Remember when the news was on the radio, on TV in the morning, at noon, at 6pm, and at 11pm, or in the newspaper?
Now, 24/7, we can’t escape it.
If I am being totally honest, I’m kinda glad that Facebook and the Canadian government are having their little spat and that my feed isn’t filled with news stories shared with sometimes questionably biased intent. I like being able to see my friend’s stories without having to scroll through a mess of news posts. I can go to the places that provide news that I think has journalistic merit and form an opinion without being bombarded by verbiage designed to elicit an emotional reaction. I have started to receive my daily newspaper in the morning again. News feels little more leisurely and a little less constantly jarring.
I remember going on a research trip in the US for a month and not having access to much Canadian news. In that month, if I was using American news to provide my world view of Canada, I would have thought it was a place fraught with tornados (because “one” occurred in St Albert and it made the US news), and people left skinned body parts in other people’s driveways (fun fact….that turned out to have happened in a friend’s driveway and it turned out to be a bear’s paw…making it also look like a ridiculously small place).

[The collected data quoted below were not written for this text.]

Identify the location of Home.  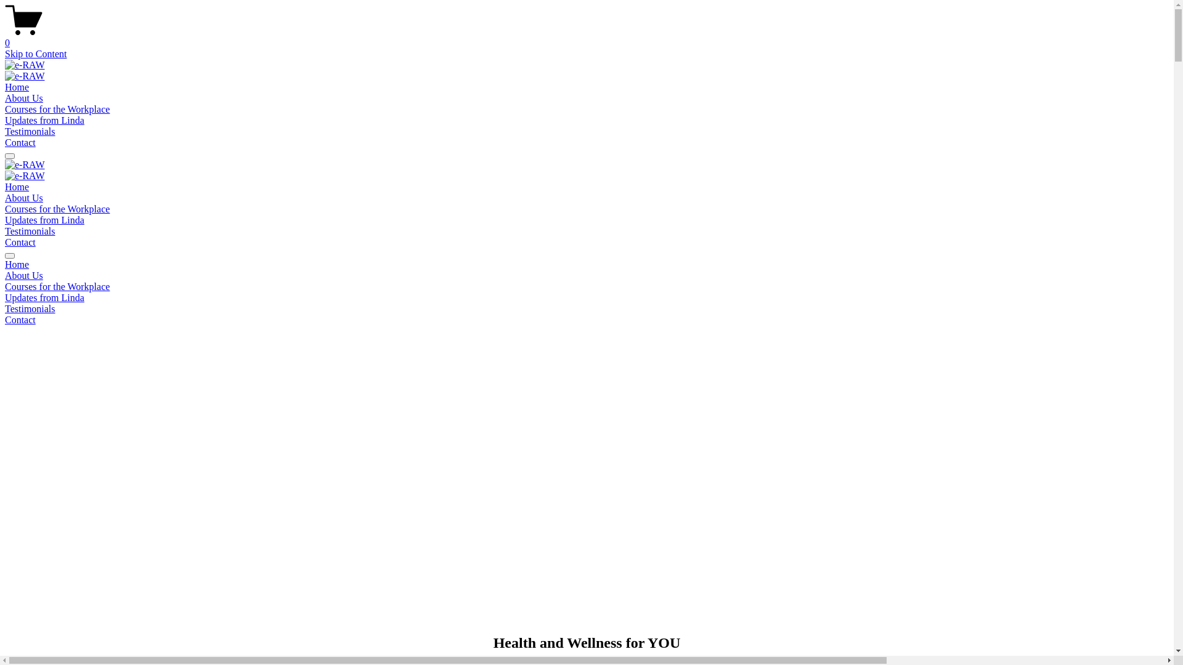
(586, 265).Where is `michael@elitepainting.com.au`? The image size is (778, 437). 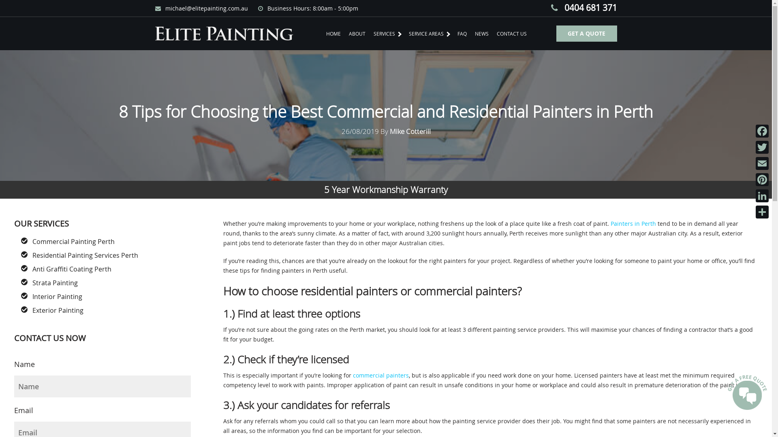 michael@elitepainting.com.au is located at coordinates (202, 8). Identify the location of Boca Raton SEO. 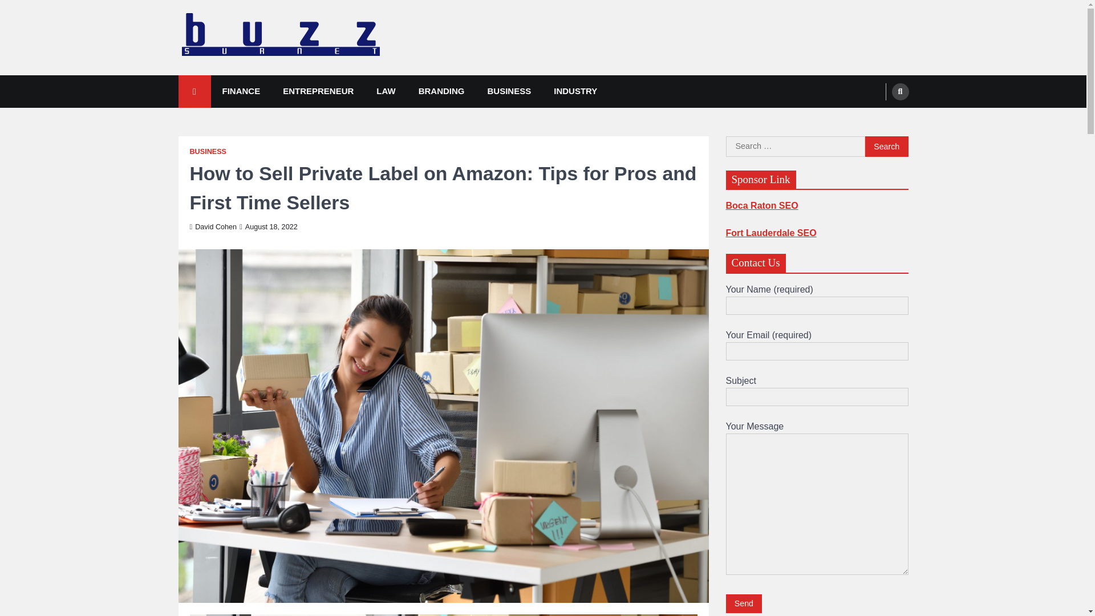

Another time I was at a research station on the west coast, in the days before wifi, before smartphones, and when I came out at the end of the month I discovered that Overwaitea/Save on Foods had gone on strike…..and something else had happened in the world that had completely passed the small community by (but I’ve since forgotten).
Life went on, we were oblivious, it was fine.
But now we seem obsessed with having non-stop news fed to us and it’s mind numbing. If it doesn’t send us into anxiety-land, then we are desensitized to it all.
Am I sad that my Facebook feed isn’t littered with a constant barrage of back and forth on the US election?
No.
I still get too much of it in my morning paper, on the morning and evening news, and in conversation.
I miss being a little less informed sometimes.
I miss when the news was the news, delivered more clinically and without a sense of theatre that is pervasive today.
I think we were probably all a little less polarized on topics.